Leadership

  • Crisis Management: Five Winning Tactics

    Remember when electronics giant Samsung was in the headlines for all the wrong reasons in 2016?  Its Galaxy Note 7 smartphone overheated and caught fire, creating a safety hazard for owners. 

    After more than a month of product malfunctions, failed replacement phones, and furious customer complaints,  the U.S. Consumer Safety Board forced Samsung’s hand.  The Korean-based company announced a total product recall , killing production of the Note 7 altogether.  Samsung took a significant earnings hit that year.

    Cases like this remind us that leaders may need to react to any number of crises – man-made or natural – that deal with stakeholder or public safety and well-being.

    I addressed common reactions and behaviors to crisis that leaders need to avoid  in a previous post, Crisis Leadership: Five Deadly Leader Behaviors.

    If you find yourself in a major crisis situation, here’s what you need to do.

  • Making the Tough Call with Poor-Fit Talent – Winning Actions, Not Costly Traps

    Worried woman_crop “When someone shows you who they are, believe them the first time.”        – Maya Angelou

    The realization may come over time, or it can occur as the result of a single critical incident. You have a poor-fit player in a key management or project position.

    Consider the many ways poor-fit talent can make their presence known. For example:

    • Under-performance due to skill deficits
    • Inability or unwillingness to act on performance feedback
    • Counterproductive – or toxic – personality traits
    • Lack of alignment with the organization’s core strategy or culture
    • Increased interpersonal or departmental conflict

  • Toxic Certainty – When What You Know Isn’t So

    “It isn’t what we don’t know that gives us trouble, it’s what we know that ain’t so.”
    – Will Rogers

    Certainty is appealing and comforting. It makes us feel confident and powerful, especially in uncertain times. But it also has a dark side that I call “Toxic Certainty.”

    Toxic Certainty occurs when a person (or group) develops an unshakeable conviction in his/her interpretation of the facts and decision-making, and is immune to contradictory information.

    We see the negative effects of Toxic Certainty in political gridlock. We recognize it in religious extremism. But often Toxic Certainty goes unnoticed when it occurs at headquarters or in the boardroom. Unnoticed, that is, until disaster looms as a result of misguided thinking and actions.

  • Would You Hire Yourself? Take a Clean Slate Approach

    Biz man crop_OK

    “This is interesting,” said the CEO, studying the whiteboard we’d filled with a detailed position profile. Hank, I, and several board directors were updating his company’s succession plans in light of his expected retirement in two years. Updating his own position profile – role, responsibilities, and success criteria – was key to identifying possible internal candidates for his job.

    “Our business has changed drastically in the past eighteen months,” Hank noted. “We have more overseas suppliers, more regulation to contend with here and abroad, and more strategic alliances to manage.” He shook his head in mild disbelief. “If I were looking for someone to fill my shoes now, I probably wouldn’t hire myself.”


THE TASK:
Take from the entries below the stretch from the line with "Find the location" through the line with "This screenshot has height=688, width=1442.", and return it exactly, leaving the pictures out.

== PROVIDED INFORMATION

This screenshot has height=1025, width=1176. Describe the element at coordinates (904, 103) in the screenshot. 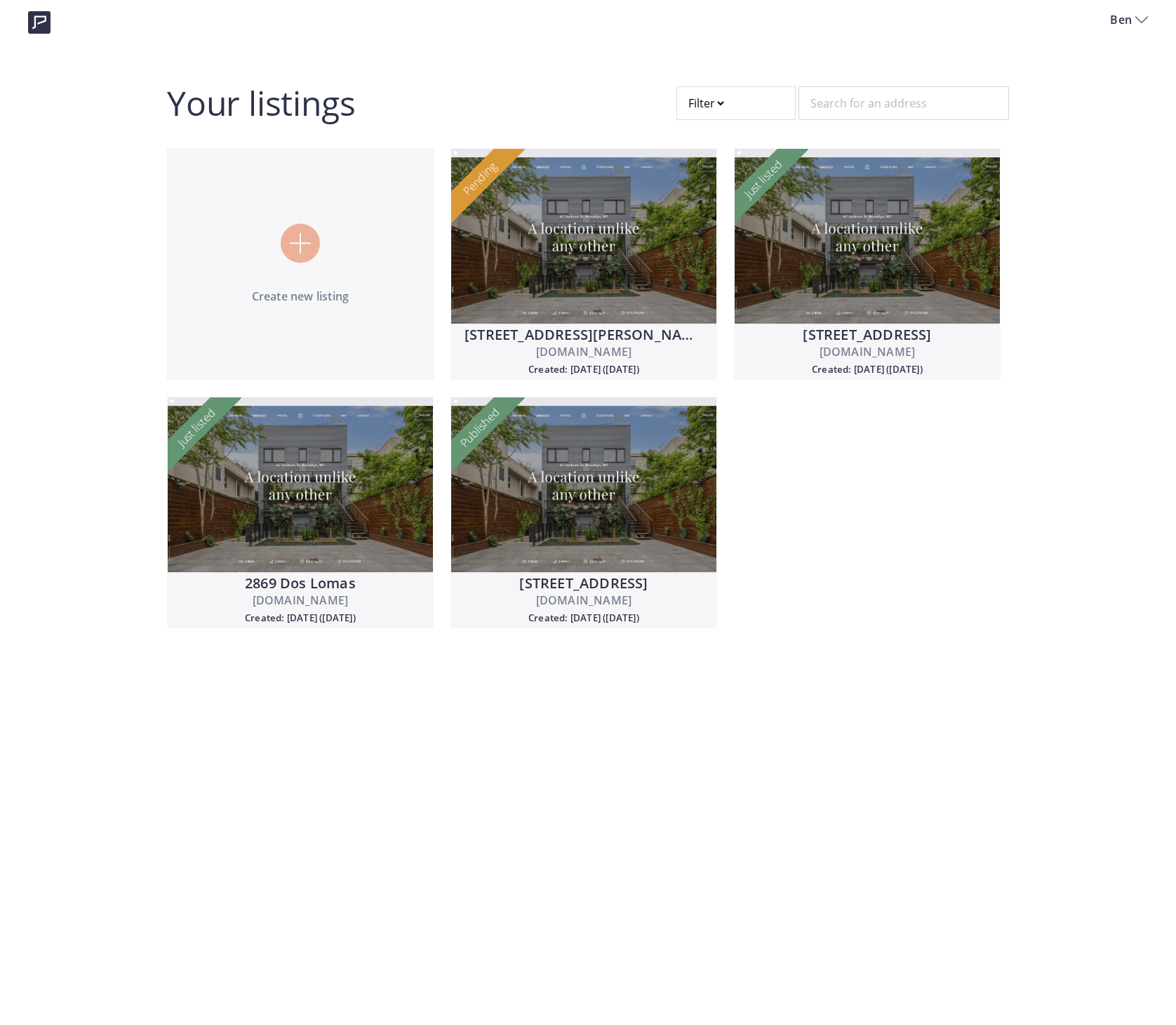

====
== PROVIDED INFORMATION

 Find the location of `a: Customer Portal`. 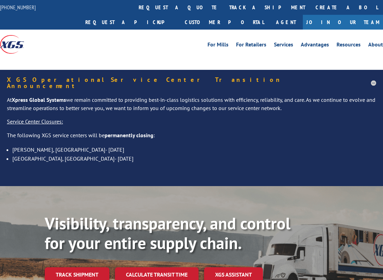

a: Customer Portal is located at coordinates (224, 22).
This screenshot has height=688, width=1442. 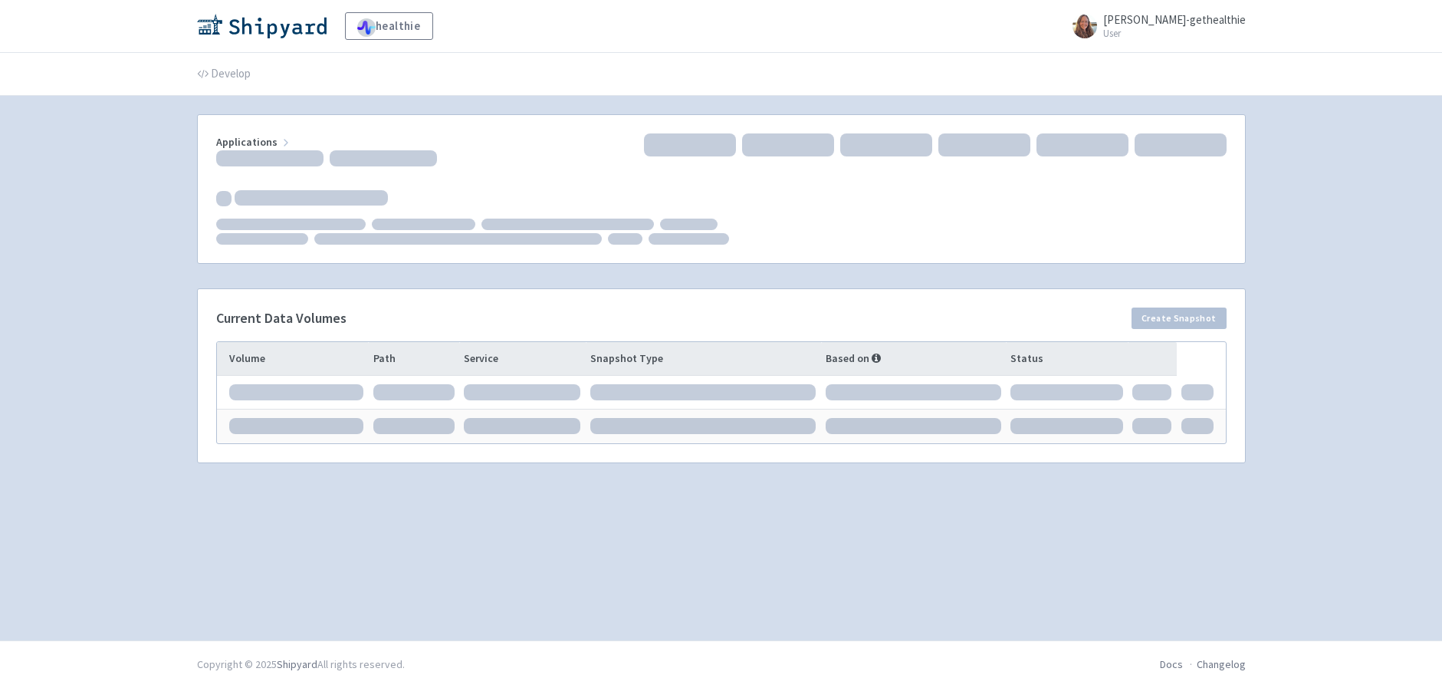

====
== PROVIDED INFORMATION

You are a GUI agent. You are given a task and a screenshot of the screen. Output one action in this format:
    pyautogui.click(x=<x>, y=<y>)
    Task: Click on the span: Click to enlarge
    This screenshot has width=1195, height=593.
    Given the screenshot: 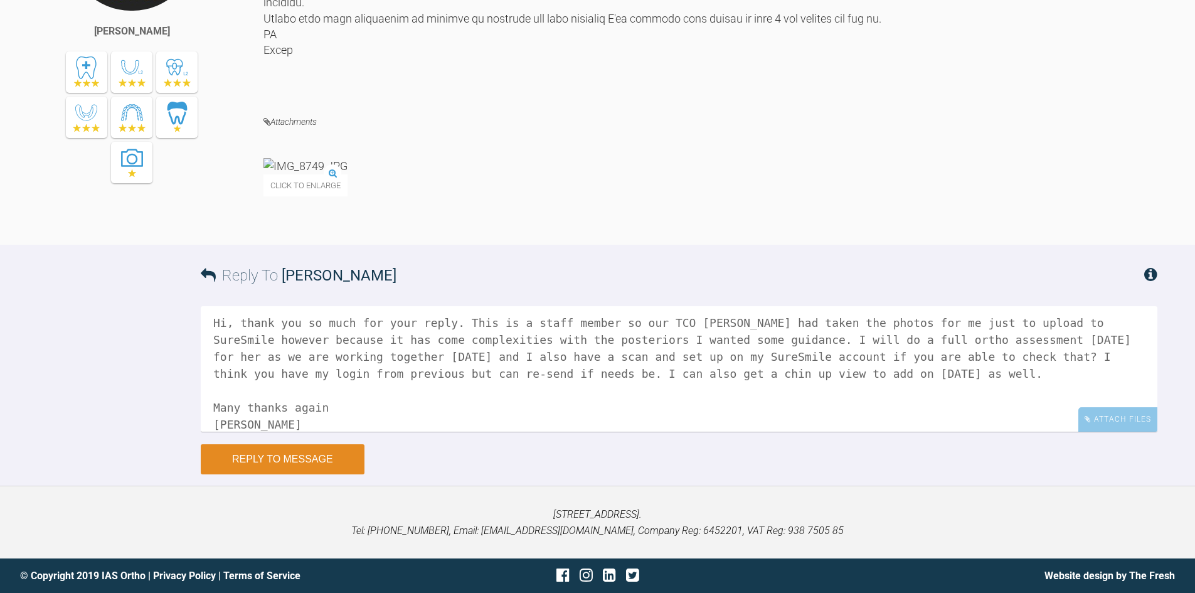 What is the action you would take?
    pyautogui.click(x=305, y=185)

====

YOUR RESPONSE:
 Find the location of `a: Customer Portal`. 

a: Customer Portal is located at coordinates (224, 22).
This screenshot has height=688, width=1442. 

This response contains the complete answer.